William Davage has taken up his pen

 

My 70th birthday party on a Saturday afternoon in February 2020 now seems something akin to the long, languorous summer of 1914 before the deluge of the Great War. By some miracle of nature, my guests were able to enjoy a buffet luncheon in a spacious garden in warm sunshine, and I was able to enjoy their company. A month later it already seemed a distant memory, a dream before the nightmare of Covid-19. 

A week before the first “lockdown” I finished the preliminary research in Walsingham for a book on the Vicars of St Mary’s from 1921 to the present. It was the idea of the present, estimable Vicar, Fr Harri Williams, to mark the centenary of Fr Patten’s Induction. It was launched on Trinity Sunday in May. I preached and signed books after Mass.

The book is not intended as a history of the parish but a series of portraits of the Vicars. Of the eight Vicars, six are still alive, quite a high percentage in comparison with many parishes. Sadly, the pandemic meant that I was unable to meet any of them in person but was able to speak to some by telephone or communicate by email. Those who felt able to assist did so with grace and helped enormously. 

Fr Patten has been written about so many times and has entered into the mythology as well as the Pantheon of the Catholic Movement that there was little or nothing new that I could say. 

I had known Bishop Norman Banks for many years, although we never met on our native heath in Newcastle upon Tyne. We had several lively and amusing conversations by telephone. Not everything made its way into the book. It was very good to meet Frs Barnes, and Haydon remotely and I hope that circumstances will allow meetings in person. Fr Barnes had been curate at S. John Baptist, Newcastle, but before the time when I worshipped there. He had, however, prepared one of my best friends for confirmation. I had been to Fr Haydon’s church when he was in Oxford as one of those on the preaching course from S. Stephen’s House.
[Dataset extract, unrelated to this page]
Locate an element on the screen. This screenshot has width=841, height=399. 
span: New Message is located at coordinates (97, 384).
Fr Rear I met for the first time at Mass on Trinity Sunday and look forward to seeing him if and when I am next there.

Fr Roe, the second profile in the book, was the only one of the post-Patten vicars of whom I knew nothing before I began the project. He was the one that I came to know primarily through the papers and documents, the written record on which historians rely. Trawling through the papers, magazines, press reports, memoirs to meet him for the first time was rewarding when, as I turned a page, to find some gem, some story or comment that illuminated his character. Those moments usually came after page after page which produced no harvest. His health suffered, perhaps precipitated by the destructive fire only a few years into his incumbency.

The manuscript was completed at the beginning of summer last year. After a brief respite, I began the next task. Fr Philip Corbett invited me to write a history of the two churches now in his care; All Saints’ Notting Hill and S. Michael and All Angels’ Ladbroke Grove. The former was dedicated 160 years ago and the latter 150 years ago. This was a much larger task: two churches, twenty-five parish priests, curates galore, countless faithful laity. It took a year to research and write. The manuscript was delivered at the end of July.
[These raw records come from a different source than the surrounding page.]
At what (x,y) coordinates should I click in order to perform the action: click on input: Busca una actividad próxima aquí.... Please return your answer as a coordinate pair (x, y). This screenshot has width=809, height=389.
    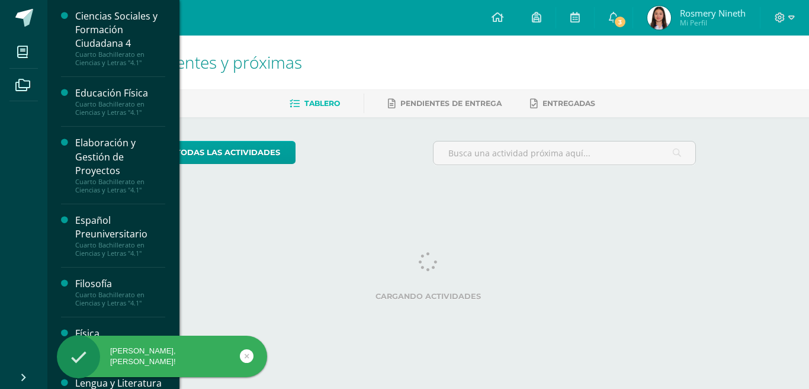
    Looking at the image, I should click on (565, 153).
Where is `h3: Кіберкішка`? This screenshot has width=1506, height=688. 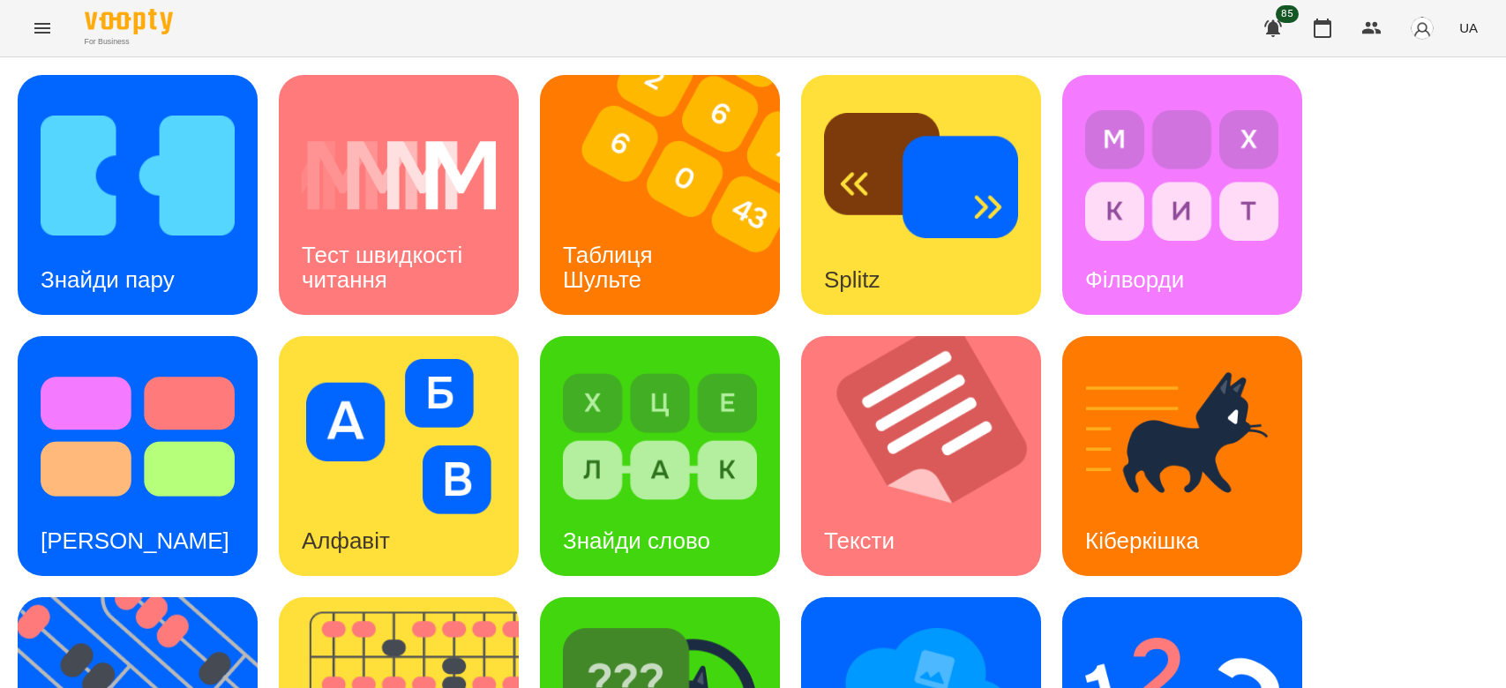
h3: Кіберкішка is located at coordinates (1142, 541).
All Saints’ had a large archive and an almost complete run of parish magazines from 1867 to the 1970s, plus PCC Minutes plus many and various others paper. S. Michael’s had sent much of its material to the London Metropolitan Archive decades ago. The pandemic meant that it was closed for some time and once opened only a dozen readers were allowed tag any one time and only once a month. That was impossible. Fortunately there was some good printed material, such as Prebendary Denison’s memoir and, another incumbent, Fr Anthony Andrews, having trawled the material sent to the archive, produced a series of pamphlets. Some had to be treated with a degree of caution but were more help than hindrance. And I had the benefit of the assistance of Tony Middleditch whose knowledge of the history is unsurpassed.

Fr Corbett marshalled material and pointed me in the right direction several times; and produced documents with just the right amount of colour and anecdote that books such as this need. As with the Walsingham book, so with this, every word was read chapter by chapter as they were written by Fr Hugh Mead. His meticulous eye, erudite scholarship, capacious knowledge, and expertise on the use of the comma, saved many a slip or ambiguity. A new foray into a parish history beckons.

As an incentive to buy the books: nearly twenty years ago Fr Barry Orford and I edited and contributed to a volume of essays on the Principals of Pusey House to mark Fr Philip Ursell’s retirement after twenty years as Principal. I was gratified to see on a recent foray into Amazon UK that it ranks 5,405,853 on the best sellers’ list. Even more gratified that there was a copy for sale at £913. Sadly, no cut for Pusey House, or the editors.